Establishes a hyperbaric oxygen therapy pilot program
When a drug is denied coverage, carriers must provide the pharmacist at denial a POS-ready list of covered, interchangeable, therapeutically equivalent alternative drugs.
When a drug is denied coverage, carriers must provide the pharmacist at denial a POS-ready list of covered, interchangeable, therapeutically equivalent alternative drugs.
Note: The bill’s introduced text describes a prescription drug coverage provision, not the hyperbaric oxygen therapy pilot referenced in the title. The summary below follows the actual introduced content provided.
The introduced text supplements the Health Care Quality Act to improve how health benefits carriers handle denied drug coverage. Specifically, when a carrier denies coverage for a drug prescribed by a health care professional, the bill would require the carrier to provide the pharmacist with a list of alternative drugs that:
- Are covered by the health benefits plan
- Are interchangeable with the denied drug
- Are therapeutically equivalent to the denied drug
The goal is to streamline access to covered, therapeutically equivalent alternatives at the point of sale.
At the point of denial, carriers must provide to the pharmacist:
Definitions (as provided in the introduced text):
Effective date: The act would take effect on the 90th day after enactment.
Statutory alignment: The measure would supplement the Health Care Quality Act.
If you’d like, I can also draft a side-by-side comparison highlighting how the bill’s provisions would operate in typical denial scenarios (e.g., met vs. non-met alternatives, POS workflow).
Compiled from official sources — confirm details with the bill’s official record.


Set every record down verbatim and omit the pictures.

Extracted records below:

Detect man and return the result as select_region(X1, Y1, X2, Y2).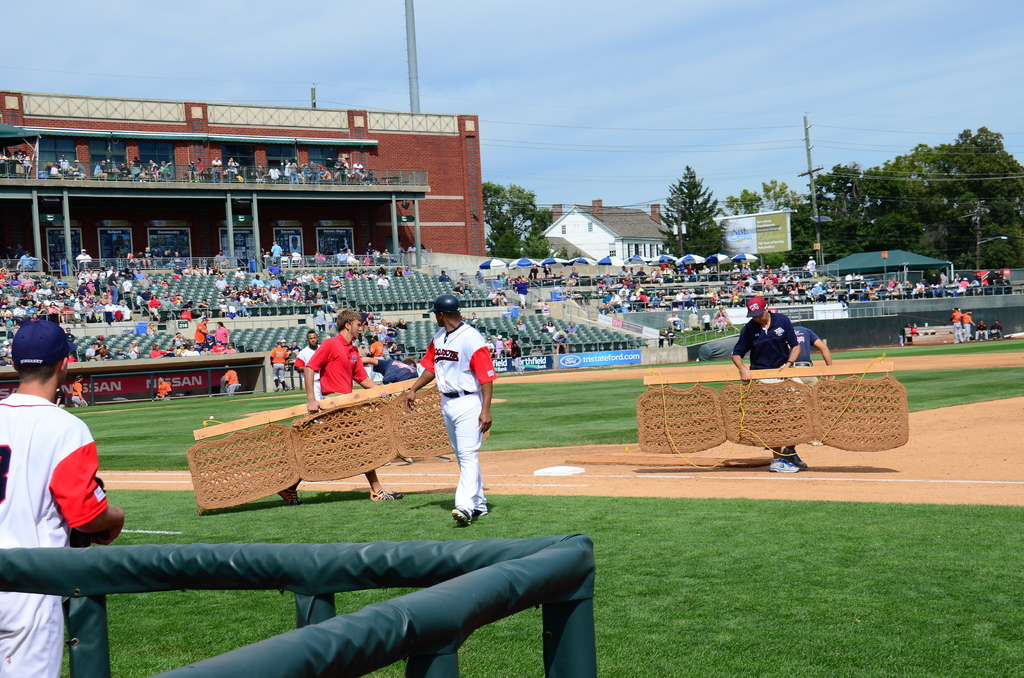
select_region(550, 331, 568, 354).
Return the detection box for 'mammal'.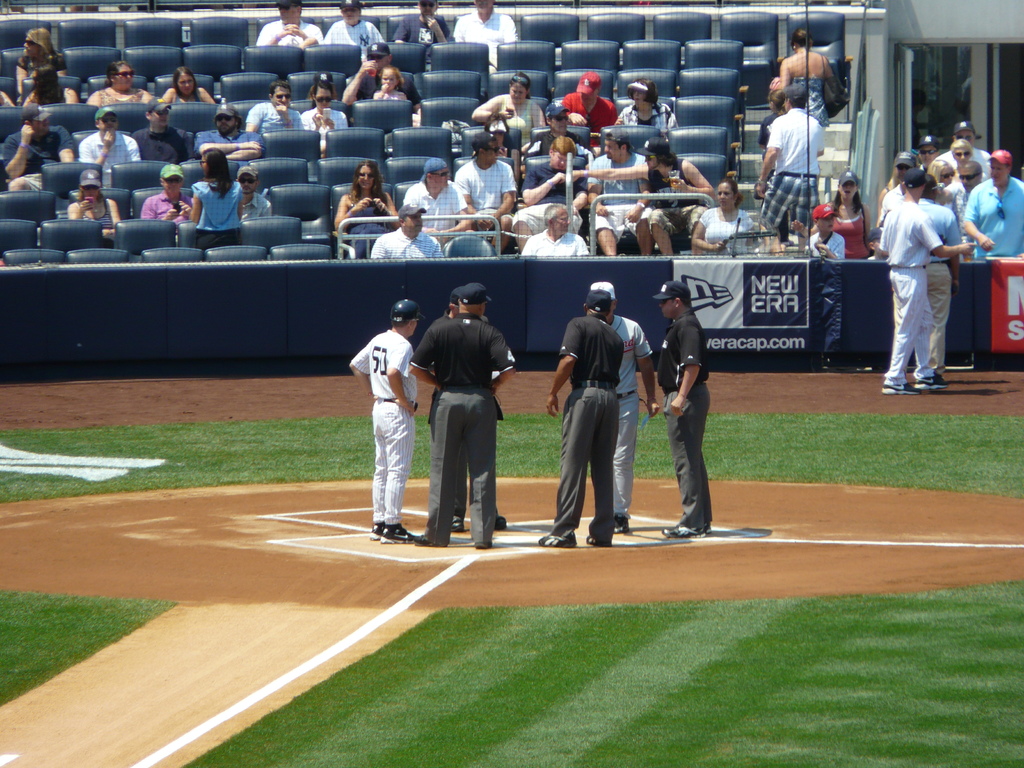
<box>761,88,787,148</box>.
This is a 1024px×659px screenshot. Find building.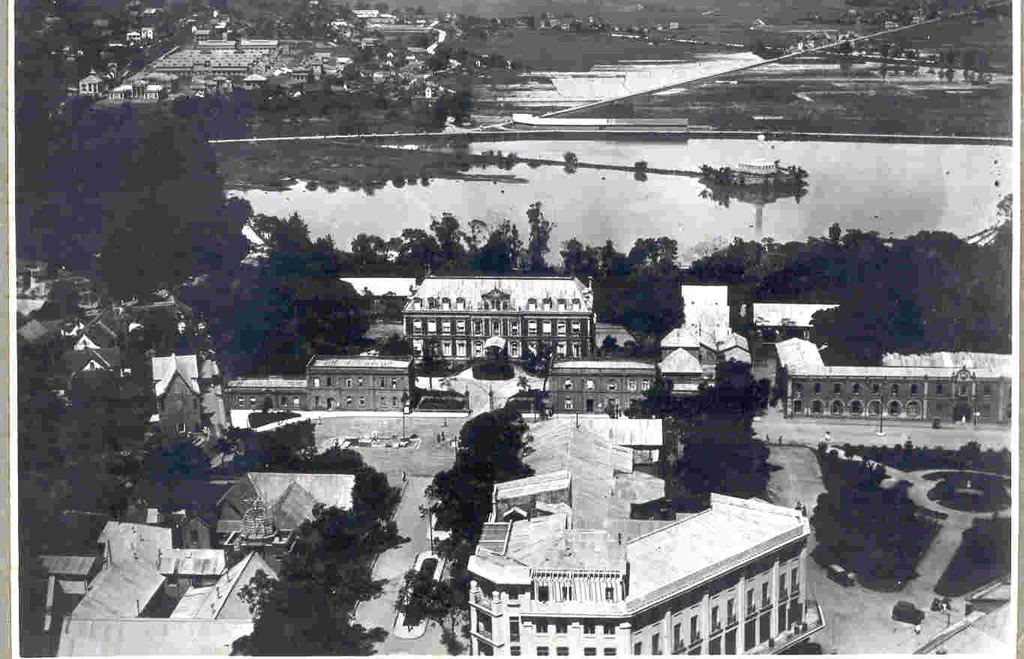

End of Extracted records.

> **Solution to this problem**
Detect man and return the result as select_region(X1, Y1, X2, Y2).
select_region(550, 331, 568, 354).
Return the detection box for 'mammal'.
<box>761,88,787,148</box>.
This is a 1024px×659px screenshot. Find building.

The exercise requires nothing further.